THE SUPREME Court has ruled that a family law court is entitled to take into account an award made by the Residential Institutions Redress Board to a mother of two when deciding the issue of maintenance to be paid for her children, who are in the custody of their father.
The Circuit Family Court had asked the Supreme Court to clarify issues related to how an award from the redress board may be treated in family law maintenance proceedings.
The case arose from an appeal by the father to the Circuit Family Court in 2007 concerning a District Court maintenance order.
The proceedings involved a man and woman who are the unmarried parents of two dependent children aged 12 and 14.
The father has custody of the two children who live with him and the mother was not paying maintenance for the children.
The father had sought for the mother to pay maintenance for the support of the children and, in the District Court proceedings, it emerged the mother was receiving some €200 a month arising from the settlement of her claim with the redress board.
The District Judge sought details of the settlement but the mother’s solicitors had said they could not divulge details because of confidentiality requirements imposed on each applicant to the redress board under the Residential Institutions Redress Act 2002.
The Circuit Family Court then asked the Supreme Court to determine preliminary issues.
Delivering the court’s ruling yesterday, Mr Justice Joseph Finnegan, with whom Mr Justice Donal O’Donnell and Mr Justice Liam McKechnie agreed, ruled the father was entitled to details of the award made to the mother.
The clear policy of the Residential Institutions Redress Act 2002 in preserving confidential information relating to applications before it would not be impaired by disclosure for the purposes of proceedings in the Circuit Family Court, the judge found.
He was also satisfied the award to the mother by the redress board which was being paid in instalments, was “income, property or other financial resources” within the meaning of the relevant provisions of the Family Law (Maintenance of Spouses and Children) Act.
In deciding whether to make a maintenance order, the court was required to have regard to that income as well as having regard to all the circumstances of the case, he found.
On that basis, the judge ruled that the Circuit Family Court was entitled to take into account the award from the redress board to the mother when deciding the issue of maintenance.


## [Exercise directions]
Below are the records; copy each line in them that holds the word "left".

## [The records]
----

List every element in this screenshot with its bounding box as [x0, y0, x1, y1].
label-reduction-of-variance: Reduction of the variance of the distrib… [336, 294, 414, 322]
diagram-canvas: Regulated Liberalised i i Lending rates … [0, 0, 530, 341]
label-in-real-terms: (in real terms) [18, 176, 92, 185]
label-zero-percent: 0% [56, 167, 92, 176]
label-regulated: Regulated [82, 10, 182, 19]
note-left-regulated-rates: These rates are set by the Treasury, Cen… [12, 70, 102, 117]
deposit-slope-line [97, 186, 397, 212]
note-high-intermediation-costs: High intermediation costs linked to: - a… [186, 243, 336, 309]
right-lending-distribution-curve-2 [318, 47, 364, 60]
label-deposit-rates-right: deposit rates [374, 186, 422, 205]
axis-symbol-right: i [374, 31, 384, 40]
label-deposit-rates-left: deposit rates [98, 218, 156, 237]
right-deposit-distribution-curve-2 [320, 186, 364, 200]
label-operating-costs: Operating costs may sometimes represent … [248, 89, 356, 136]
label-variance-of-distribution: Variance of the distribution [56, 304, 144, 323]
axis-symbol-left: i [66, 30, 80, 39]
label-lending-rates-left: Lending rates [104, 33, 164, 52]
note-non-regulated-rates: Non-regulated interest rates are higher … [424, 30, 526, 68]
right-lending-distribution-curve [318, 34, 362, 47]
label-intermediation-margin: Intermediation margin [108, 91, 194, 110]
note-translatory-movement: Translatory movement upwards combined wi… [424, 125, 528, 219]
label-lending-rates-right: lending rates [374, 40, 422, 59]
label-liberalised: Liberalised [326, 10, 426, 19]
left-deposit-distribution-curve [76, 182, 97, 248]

----

## [Your response]
note-left-regulated-rates: These rates are set by the Treasury, Cen… [12, 70, 102, 117]
label-deposit-rates-left: deposit rates [98, 218, 156, 237]
axis-symbol-left: i [66, 30, 80, 39]
label-lending-rates-left: Lending rates [104, 33, 164, 52]
left-deposit-distribution-curve [76, 182, 97, 248]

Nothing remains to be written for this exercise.